We Need a New Deterrent
By David Ignatius
Wednesday, October 11, 2006; A19
"Present at the Creation" was the title Dean Acheson gave to his memoir about the founding of the post-World War II order. Now, with North Korea claiming to have tested a nuclear weapon in defiance of the international community, and Iran seemingly on the way, Harvard professor Graham Allison argues that we are present at the unraveling.
The North Korean bomb test is a seismic event for the world community. It tells us that the structure created to maintain global security is failing. The five permanent members of the U.N. Security Council -- the United States, Russia, China, Britain and France -- all warned North Korea against taking this step. Yet the leaders in Pyongyang ignored these signals and in the process blew open the nuclear Non-Proliferation Treaty.
The North Korean leadership, puny in everything but weapons technology, has been marching toward this moment since the 1950s. It's unrealistic to think that, having brazened their way to detonating what they say is a nuclear bomb, the North Koreans will now give it up. The proliferation machine isn't going to run in reverse. In that sense, the question is less how to repair the old architecture of nonproliferation -- practically speaking, it's a wreck -- and more how to build a new structure that can stop the worst threats.
What are the right cornerstones of this new security structure? I put that question to Allison, who is a national resource when it comes to matters of nuclear proliferation and deterrence. He wrote the definitive book, "Essence of Decision," on the Cuban missile crisis, the world's closest brush with all-out nuclear war. In recent years he has been studying the danger of nuclear terrorism, and he edited a prescient discussion of the implications of a North Korean breakout that appears in the September issue of the Annals of the American Academy of Political and Social Science.
Allison believes that the world must focus on what he calls "the principle of nuclear accountability." The biggest danger posed by North Korea isn't that it would launch a nuclear missile but that this desperately poor country would sell a bomb to al-Qaeda or another terrorist group. Accountability, in Allison's terms, means that if a bomb explodes in Manhattan that contains North Korean fissile material, the United States will act as if the strike came from North Korea itself -- and retaliate accordingly, with devastating force. To make this accountability principle work, the United States needs a crash program to create the "nuclear forensics" that can identify the signature of fissile material of every potential nuclear state. Arms control expert Robert Gallucci describes this approach as "expanded deterrence" in his article in the September Annals.

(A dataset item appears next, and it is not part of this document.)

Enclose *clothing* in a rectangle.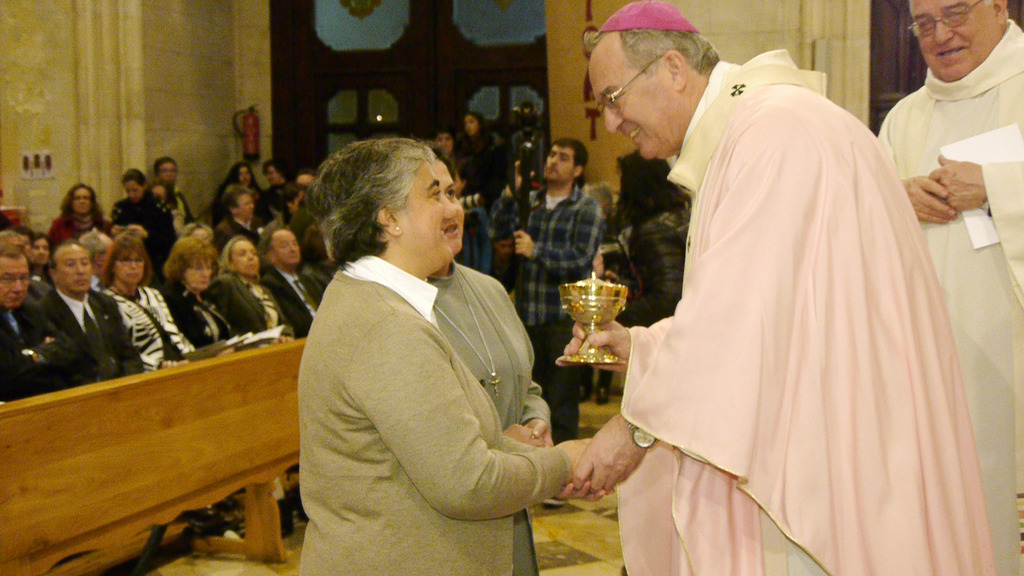
<bbox>592, 51, 981, 555</bbox>.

President Bush seemed to be drawing this red line of accountability when he warned Monday: "The transfer of nuclear weapons or material by North Korea to states or non-state entities would be considered a grave threat to the United States, and we would hold North Korea fully accountable for the consequences of such action."
Tough words, but are they credible? That's why the second essential pillar of a new security regime is a restoration of deterrence. The Bush administration warned North Korea over and over that it would face severe consequences if it tested a nuclear weapon. So did China and Russia, but Kim Jong Il went ahead anyway. Iranian leaders are similarly unimpressed by Bush's saber rattling, viewing America as a weakened nation bogged down by an unwinnable war in Iraq. To restore deterrence, the West needs to stop making threats it can't carry out. And the United States must salvage its strategic position in Iraq -- either by winning or organizing the most stable plan for withdrawal.
After the Cuban missile crisis, President John F. Kennedy got serious about preventing nuclear war. He installed a "hotline" so the White House and the Kremlin could talk when crises arose; he negotiated the 1963 test ban treaty; and he began the discussions that led to the 1968 Non-Proliferation Treaty. That treaty worked adequately for almost four decades. Instead of the 20 nuclear states that Kennedy feared would exist by 1975, we had just eight, until last weekend. But the North Korean test threatens to begin what a 2004 U.N. commission warned would be "a cascade of proliferation" that could spread to Japan, South Korea, Iran, Egypt and Saudi Arabia.
We are present at the unraveling. We must "think about the unthinkable" with new urgency. The United States and its allies must begin constructing a system that can succeed where the Non-Proliferation Treaty has failed. A terrorist nuclear bomb in Manhattan or Washington isn't a thriller writer's fantasy; it's a probability, unless America and its allies establish new rules for nuclear accountability that are clear and credible.